How design works: the bigger picture

I once visited a small but beautiful exhibition in Stockholm, about Finnish furniture design. It also showed a lot about the life and work of the great Eero Saarinen. You can find interesting stories, designs and videos about his oeuvre online. There is no doubt that he was a brilliant architect and furniture designer during his short professional life. In this exhibition you could see, touch and feel some of his most famous furniture designs. You could relax in the original tulip chair. Or dream away in the comfortable globe chair designed by the other Eero (Aarnio). Oh yeah.

I was very struck by a quote (Eliel Saarinen) on the wall of the gallery:

“Always design a thing by considering it in its next larger context – a chair in a room, a room in a house, a house in an environment, an environment in a city plan.”

This advice is so crucial in our (over)designed contemporary society. It’s easier than ever to create products and services to a fast schedule, in a limited quantity, produced locally, for a local market. Interesting times! But this also means we have a lot of products and services that aren’t so carefully designed, and, very often, don’t consider the environment in which they are operating or being used.

This can be a real problem, because it affects the performance of the design, the behaviour of the user and the design’s global reception. A good design can be seen as a bad design just because of the wider environment in which it’s used. This is a plea for thorough observation of the user in all his or her domains, so you are fully aware of the habits, the favourites, the rituals, the environment … of your potential group of users.

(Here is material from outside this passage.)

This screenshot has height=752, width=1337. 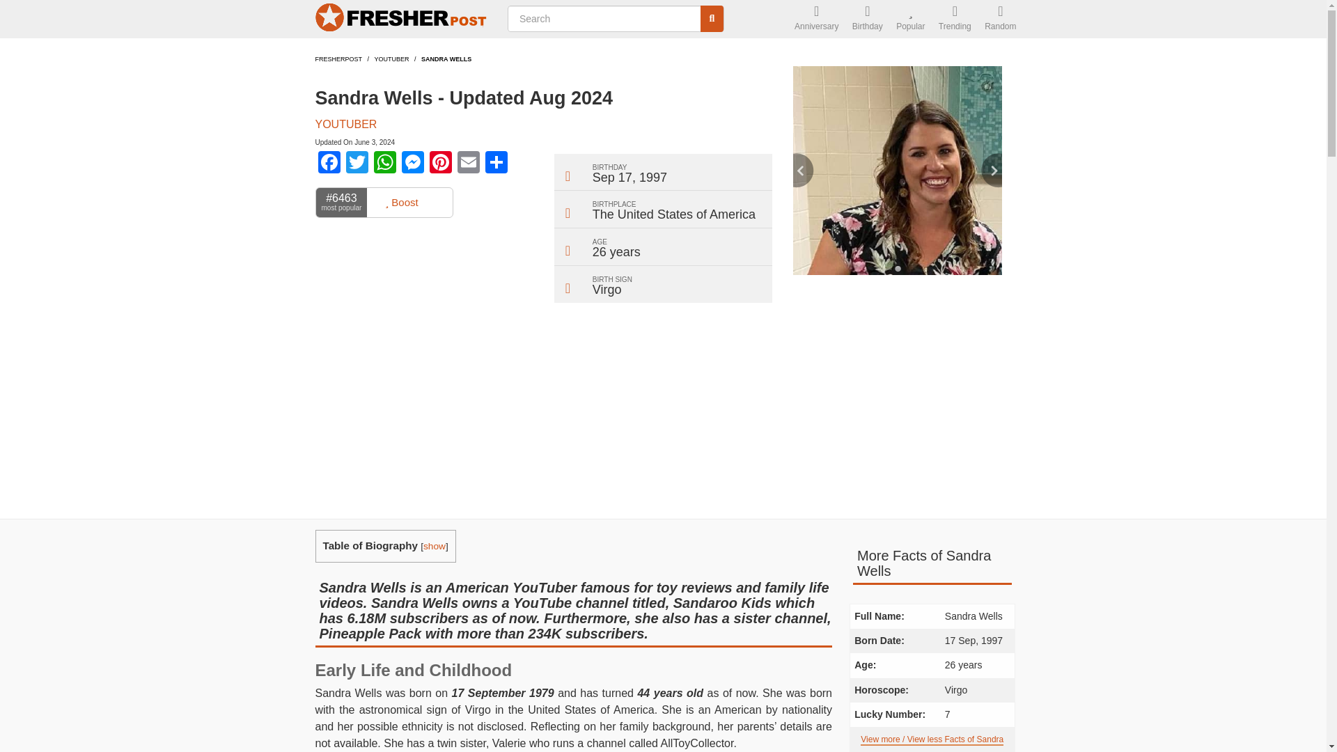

The_Bigger_Picture_2 (2)_LowresWhen we focus a design job purely on product-service specifications, we risk losing vital information about the time, place and situation in which it will be used, and the environment and collaboration with all those other designed products and services – that’s the bigger picture. (Industrial) designers are not creating lone islands of well-functioning beauty.

Universal design is an unachievable dream. However globally interconnected we are, it doesn’t follow that it’s easy to reach and design for each and every one of us.

On the contrary, it only takes a few clicks to reveal all the big and small differences between people. Design for a large (well-researched) group of people is possible, of course. But for this we must go further down the interesting road of user-centred design.

That will always lead to design work that satisfies its consumers.